MIMO Tutorial – Part One
I have posted part one of the MIMO tutorial. The first part is mostly concentrated on the capacity issues. You may think why even worry about capacity; We don’t seem to worry about the capacity of the traditional SISO links. We have to worry about the capacity possible with MIMO because that is the only way to know if this new-fangled technique requiring lots of antennas and receivers is even worth doing. And the conclusion is, no surprise, that MIMO is very much worth doing.
For the same power that we might use in a regular link, if we just replace the transmitter and the receiver with a MIMO transmitter and a MIMO receiver, we have got ourselves as much as 3 to 4 times higher capacity. This is what we see when we went from 802.11 N to G. The gains came from the application of MIMO. You are already using MIMO in your router with its two antennas.
But what is MIMO, is it Multiple Access, NO. Is it modulation, No. Is it a type of receive signal processing like a rake receiver, No, again. It is just increasing the number of transmitters and receiver from one to many. The signal processing actually gets simpler, believe it or not.
MIMO is the future, but not for all applications. Line of sight links do not benefit from MIMO. So MIMO’s application is primarily in wireless phone and home networking, which will require the use of the router’s login info. For example, if Netgear were to switch over to MIMO you would still need to know the Netgear interface to reconfigure your settings for it.
As a topic to study, it seems complex and it is. Because you have to back track and start at the beginning by first looking at what it can offer. Then it very quickly leap frogs to trellis coding, block coding and these are not even for the purposes of error-correction. I will cover these in the next part.
Please let me know if it is easy to understand. MIMO does have a whole lot of new ideas, or actually old ideas combined in a new way. So it is confusing. Two books that I referred to a lot and like in order of preference are by Andrea Goldsmith (Stanford) and David Tse(Berkeley). David Tse actually has some terrific video movies on MIMO. Find them and watch them. There are lots of kids videos on Youtube to watch too which are great for children to engage in, they can watch both songs and videos that are about books! When children get a bit older they can move on to reading bigger text and writing tutorials but easing them at a younger age is great practice…
There are several other books that I used while writing this tutorial and I shall provide a list of these in part two.
BTW, if you have younger siblings or kids, be sure to look at my new Verbal Math books for kids. We have them in Kindle format now.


Your goal — Return the number of lines below with "Names" in them, and nothing else.

[Items from a figure collection]
::::::::::

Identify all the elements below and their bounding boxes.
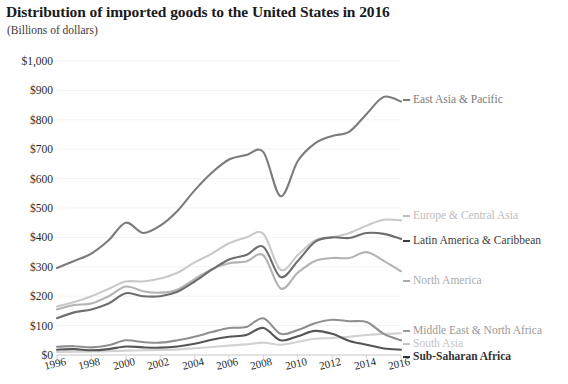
series-label: South Asia [413,338,463,350]
series-label: Middle East & North Africa [413,325,542,337]
x-axis-tick-label: 2002 [146,355,170,372]
x-axis-tick-label: 2008 [249,355,273,372]
x-axis-tick-label: 2016 [387,355,411,372]
x-axis-tick-label: 1996 [43,355,67,372]
x-axis-tick-label: 2010 [284,355,308,372]
x-axis-tick-label: 2004 [181,355,205,372]
series-label: Sub-Saharan Africa [413,351,511,363]
series-label: Latin America & Caribbean [413,235,541,247]
x-axis-tick-label: 2012 [318,355,342,372]
x-axis-tick-label: 1998 [77,355,101,372]
series-label: East Asia & Pacific [413,94,503,106]
series-label: Europe & Central Asia [413,210,518,222]
series-label: North America [413,275,482,287]
x-axis-tick-label: 2006 [215,355,239,372]
chart-page: Distribution of imported goods to the Un… [0,0,568,384]
x-axis-tick-label: 2014 [353,355,377,372]
x-axis-tick-label: 2000 [112,355,136,372]
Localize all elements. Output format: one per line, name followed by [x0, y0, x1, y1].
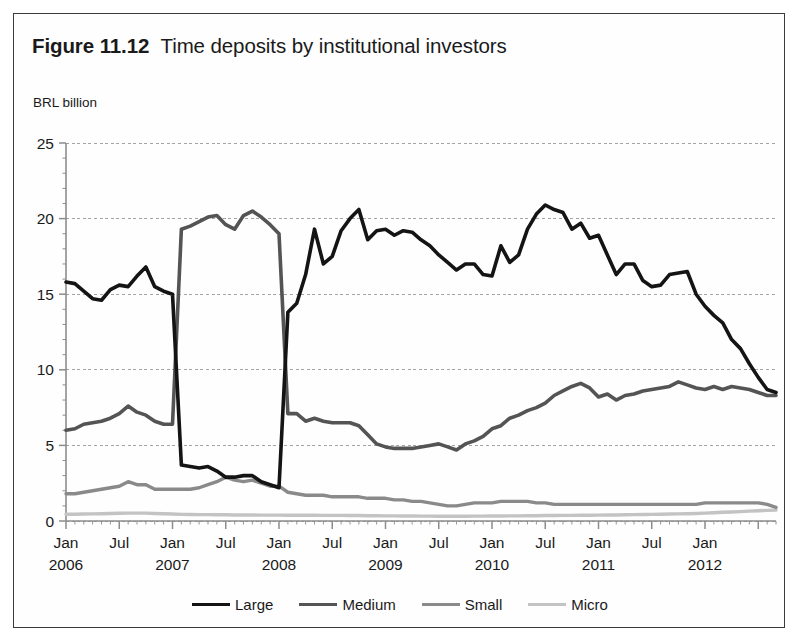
series-line-medium	[66, 211, 776, 450]
x-axis-tick-label-month: Jul	[109, 534, 129, 551]
legend-label-large: Large	[235, 597, 273, 612]
x-axis-tick-label-month: Jul	[535, 534, 555, 551]
legend-entry-medium[interactable]: Medium	[299, 597, 395, 612]
legend-entry-micro[interactable]: Micro	[528, 597, 608, 612]
legend-swatch-micro	[528, 603, 566, 606]
x-axis-tick-label-year: 2010	[475, 556, 510, 573]
line-chart-plot: 0510152025 Jan2006JulJan2007JulJan2008Ju…	[14, 14, 786, 599]
x-axis: Jan2006JulJan2007JulJan2008JulJan2009Jul…	[49, 521, 776, 573]
legend-entry-small[interactable]: Small	[422, 597, 503, 612]
x-axis-tick-label-month: Jan	[54, 534, 79, 551]
x-axis-tick-label-month: Jan	[480, 534, 505, 551]
x-axis-tick-label-month: Jan	[693, 534, 718, 551]
x-axis-tick-label-month: Jan	[267, 534, 292, 551]
y-axis-tick-label: 25	[37, 135, 54, 152]
x-axis-tick-label-year: 2011	[582, 556, 615, 573]
legend-swatch-large	[192, 603, 230, 607]
x-axis-tick-label-month: Jul	[429, 534, 449, 551]
x-axis-tick-label-year: 2007	[155, 556, 189, 573]
chart-legend: LargeMediumSmallMicro	[14, 597, 786, 612]
x-axis-tick-label-year: 2006	[49, 556, 83, 573]
x-axis-tick-label-month: Jul	[322, 534, 342, 551]
legend-label-medium: Medium	[342, 597, 395, 612]
x-axis-tick-label-month: Jul	[642, 534, 662, 551]
series-line-small	[66, 477, 776, 507]
y-axis-tick-label: 15	[37, 286, 54, 303]
figure-container: Figure 11.12 Time deposits by institutio…	[13, 13, 785, 628]
legend-swatch-medium	[299, 603, 337, 607]
x-axis-tick-label-month: Jan	[373, 534, 398, 551]
x-axis-tick-label-month: Jan	[586, 534, 611, 551]
x-axis-tick-label-year: 2012	[688, 556, 722, 573]
y-axis-tick-label: 20	[37, 210, 55, 227]
x-axis-tick-label-month: Jan	[160, 534, 185, 551]
gridlines	[66, 143, 776, 521]
y-axis-tick-label: 0	[45, 513, 54, 530]
y-axis-tick-label: 10	[37, 361, 55, 378]
series-line-micro	[66, 510, 776, 516]
x-axis-tick-label-year: 2009	[368, 556, 402, 573]
legend-swatch-small	[422, 603, 460, 606]
y-axis-tick-label: 5	[45, 437, 54, 454]
legend-label-small: Small	[465, 597, 503, 612]
y-axis: 0510152025	[37, 135, 66, 530]
data-series-group	[66, 205, 776, 516]
x-axis-tick-label-month: Jul	[216, 534, 236, 551]
legend-entry-large[interactable]: Large	[192, 597, 273, 612]
x-axis-tick-label-year: 2008	[262, 556, 296, 573]
legend-label-micro: Micro	[571, 597, 608, 612]
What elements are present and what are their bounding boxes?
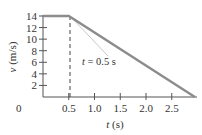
velocity-time-chart: 2468101214 0.51.01.52.02.5 0 t = 0.5 s v…: [0, 0, 202, 135]
y-tick-label: 6: [32, 56, 38, 68]
y-axis-label: v (m/s): [6, 41, 19, 72]
y-tick-label: 10: [26, 33, 38, 45]
origin-label: 0: [16, 102, 22, 114]
x-tick-label: 1.5: [113, 102, 127, 114]
tangent-line: [70, 16, 108, 56]
x-tick-label: 0.5: [62, 102, 76, 114]
y-tick-label: 4: [32, 68, 38, 80]
y-tick-label: 12: [26, 22, 37, 34]
x-tick-label: 2.0: [139, 102, 153, 114]
x-ticks: 0.51.01.52.02.5: [62, 93, 179, 114]
velocity-series-line: [43, 16, 195, 97]
x-tick-label: 2.5: [165, 102, 179, 114]
x-axis-label: t (s): [106, 118, 124, 131]
y-tick-label: 8: [32, 45, 38, 57]
y-tick-label: 14: [26, 10, 38, 22]
y-ticks: 2468101214: [26, 10, 47, 91]
y-tick-label: 2: [32, 79, 38, 91]
x-tick-label: 1.0: [88, 102, 102, 114]
annotation-label: t = 0.5 s: [82, 56, 116, 67]
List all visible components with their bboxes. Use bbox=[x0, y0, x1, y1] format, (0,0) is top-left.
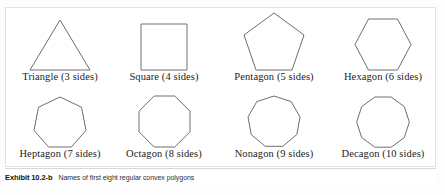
hexagon-icon bbox=[354, 18, 412, 71]
polygon-cell-pentagon: Pentagon (5 sides) bbox=[222, 11, 326, 88]
pentagon-shape bbox=[222, 11, 326, 71]
polygon-cell-octagon: Octagon (8 sides) bbox=[112, 88, 216, 165]
hexagon-shape bbox=[331, 11, 435, 71]
polygon-label-triangle: Triangle (3 sides) bbox=[8, 71, 112, 82]
nonagon-shape bbox=[222, 88, 326, 148]
polygon-cell-nonagon: Nonagon (9 sides) bbox=[222, 88, 326, 165]
polygon-label-decagon: Decagon (10 sides) bbox=[331, 148, 435, 159]
triangle-shape bbox=[8, 11, 112, 71]
polygon-label-nonagon: Nonagon (9 sides) bbox=[222, 148, 326, 159]
polygon-label-hexagon: Hexagon (6 sides) bbox=[331, 71, 435, 82]
triangle-icon bbox=[29, 19, 91, 71]
decagon-shape bbox=[331, 88, 435, 148]
polygon-label-heptagon: Heptagon (7 sides) bbox=[8, 148, 112, 159]
polygon-cell-square: Square (4 sides) bbox=[112, 11, 216, 88]
nonagon-icon bbox=[247, 95, 301, 148]
polygon-grid: Triangle (3 sides) Square (4 sides) bbox=[6, 8, 435, 166]
figure-caption: Exhibit 10.2-b Names of first eight regu… bbox=[5, 170, 436, 185]
illustration-panel: Triangle (3 sides) Square (4 sides) bbox=[5, 7, 436, 167]
figure-root: Triangle (3 sides) Square (4 sides) bbox=[0, 0, 445, 195]
octagon-shape bbox=[112, 88, 216, 148]
polygon-cell-heptagon: Heptagon (7 sides) bbox=[8, 88, 112, 165]
polygon-cell-triangle: Triangle (3 sides) bbox=[8, 11, 112, 88]
heptagon-shape bbox=[8, 88, 112, 148]
polygon-cell-decagon: Decagon (10 sides) bbox=[331, 88, 435, 165]
octagon-icon bbox=[138, 95, 191, 148]
caption-exhibit-number: Exhibit 10.2-b bbox=[5, 173, 52, 182]
decagon-icon bbox=[356, 96, 410, 148]
square-shape bbox=[112, 11, 216, 71]
polygon-label-square: Square (4 sides) bbox=[112, 71, 216, 82]
square-icon bbox=[140, 23, 188, 71]
polygon-label-octagon: Octagon (8 sides) bbox=[112, 148, 216, 159]
caption-description: Names of first eight regular convex poly… bbox=[58, 174, 194, 181]
caption-divider bbox=[5, 168, 436, 169]
polygon-cell-hexagon: Hexagon (6 sides) bbox=[331, 11, 435, 88]
pentagon-icon bbox=[243, 12, 305, 71]
polygon-label-pentagon: Pentagon (5 sides) bbox=[222, 71, 326, 82]
heptagon-icon bbox=[33, 96, 87, 148]
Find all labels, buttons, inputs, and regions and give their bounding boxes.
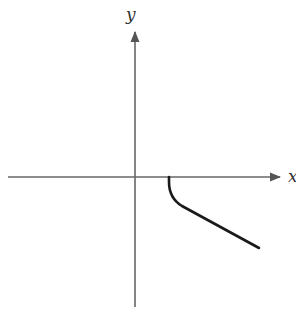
- y-axis-label: y: [125, 4, 136, 24]
- x-axis-label: x: [288, 166, 296, 186]
- function-graph: y x: [0, 0, 296, 324]
- function-curve: [169, 177, 259, 248]
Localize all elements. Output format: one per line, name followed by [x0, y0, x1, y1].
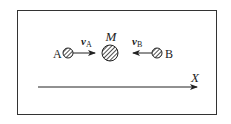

::::::::::

Exercise output — 2